Fall 2015 Student Interview: Aaron Shapiro

Aaron Shapiro is a Ph.D. candidate majoring in American Politics with a minor in Comparative Politics.


André Guzzi: Before coming to school you were working in electoral politics. What were you doing exactly and why did you decide to pursue an academic career?

Aaron Shapiro: I did campaign work, mostly in the field for a number of Democratic campaigns including Obama in 2008. I went into academia because there were questions and frustrations involved in practical politics that I thought I needed to step back from if I wanted to gain leverage on them. And I was interested in teaching.

AG: Tell us about your experience as a lecturer at CUNY.

AS: It’s great. Obviously teaching is time consuming, but it’s a real benefit to have to relate your academic knowledge in plain English to undergraduates. The diversity of CUNY classrooms is really an incredible and unique political laboratory.

AG: What is your dissertation topic and how did you come up with this idea?

AS: It’s about Democratic Party organization in the age of Obama. Basically we’ve seen over the last few years a return to electoral strategies based on the mobilization of sporadic, but loyal party voters, and so I’m tracing how this has affected the party’s organizational infrastructure. I guess the idea came out of a combination of the things that interested me in my professional experience especially in regard to voter mobilization, and all the political science literature that I’ve read, along with on-the-ground developments since I’ve been in grad school. In particular the development of a presidential electorate that favors Democrats, yet their struggles in mobilizing this electorate in the midterms.

AG: What are your views about the 2016 presidential elections?
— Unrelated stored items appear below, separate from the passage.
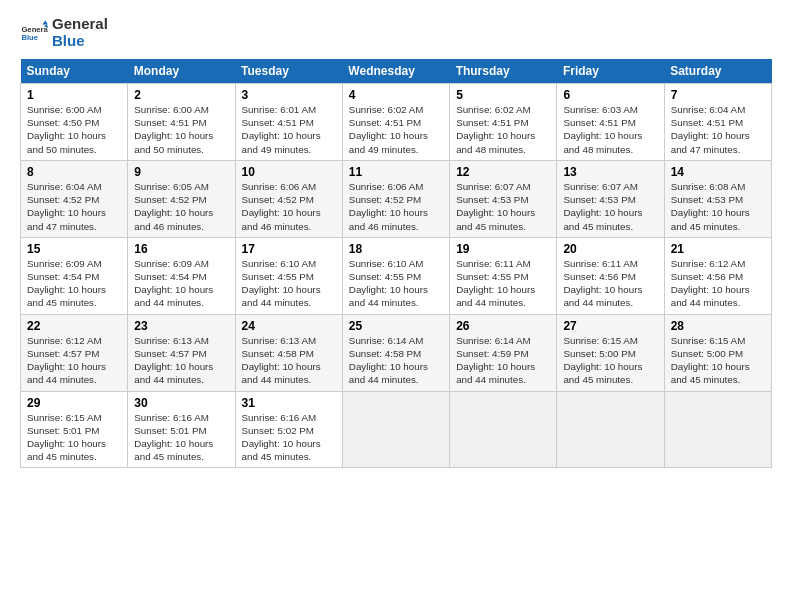 This screenshot has height=612, width=792. I want to click on day-info: Sunrise: 6:14 AM Sunset: 4:58 PM Dayligh…, so click(396, 360).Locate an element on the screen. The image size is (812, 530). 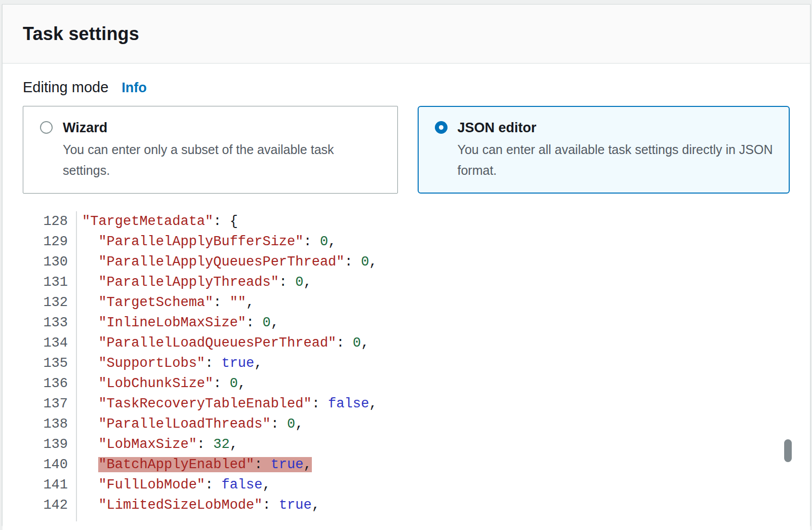
line-number: 135 is located at coordinates (39, 363). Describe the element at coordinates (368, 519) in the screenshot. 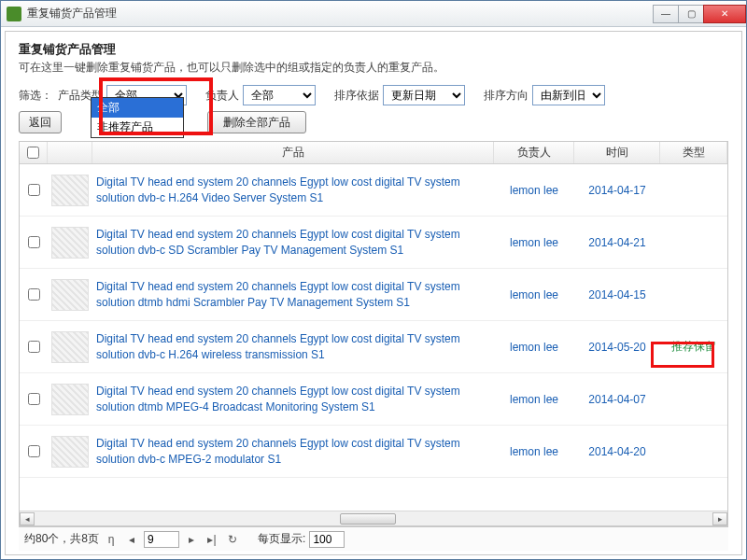

I see `scroll-thumb` at that location.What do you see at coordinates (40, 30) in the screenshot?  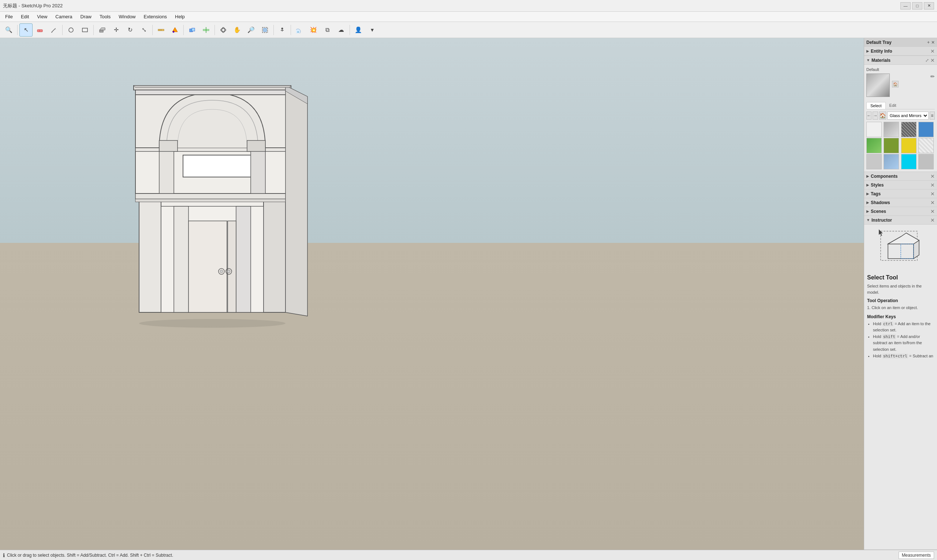 I see `eraser-tool-button` at bounding box center [40, 30].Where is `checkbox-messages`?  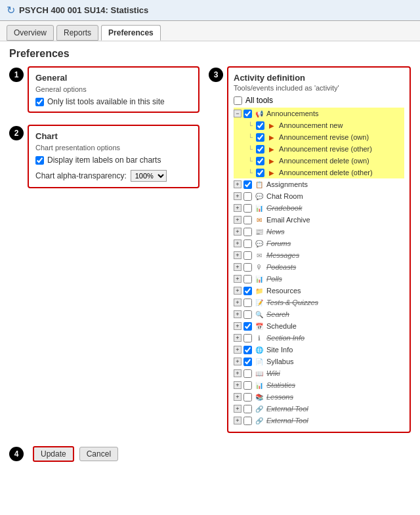 checkbox-messages is located at coordinates (248, 256).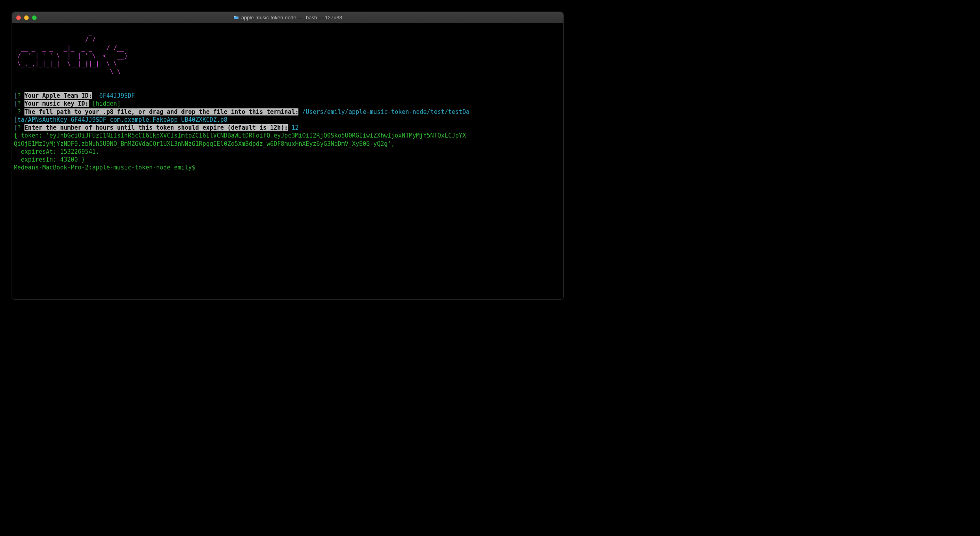 This screenshot has height=536, width=980. I want to click on ascii-art-line: \_,_,|_|_|_| \__|_||_| \ \, so click(288, 64).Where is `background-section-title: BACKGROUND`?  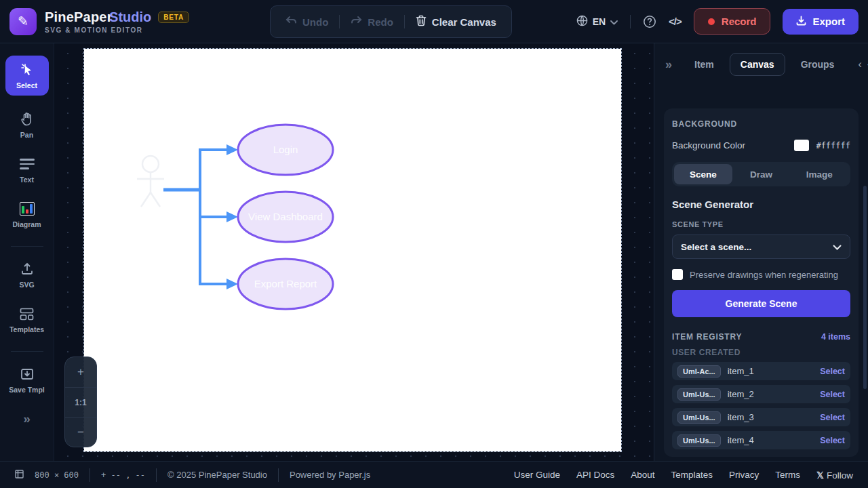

AS: Well I think what I find fascinating — both for my research but maybe more importantly for American democracy — is how the Democratic Party and electorate will respond without Obama on the ticket. On the one hand I think broadly most elite actors in the party now recognize the importance of mobilizing strategies in presidential elections, but the million dollar question is can the Obama electorate be reconstituted without Obama as a candidate.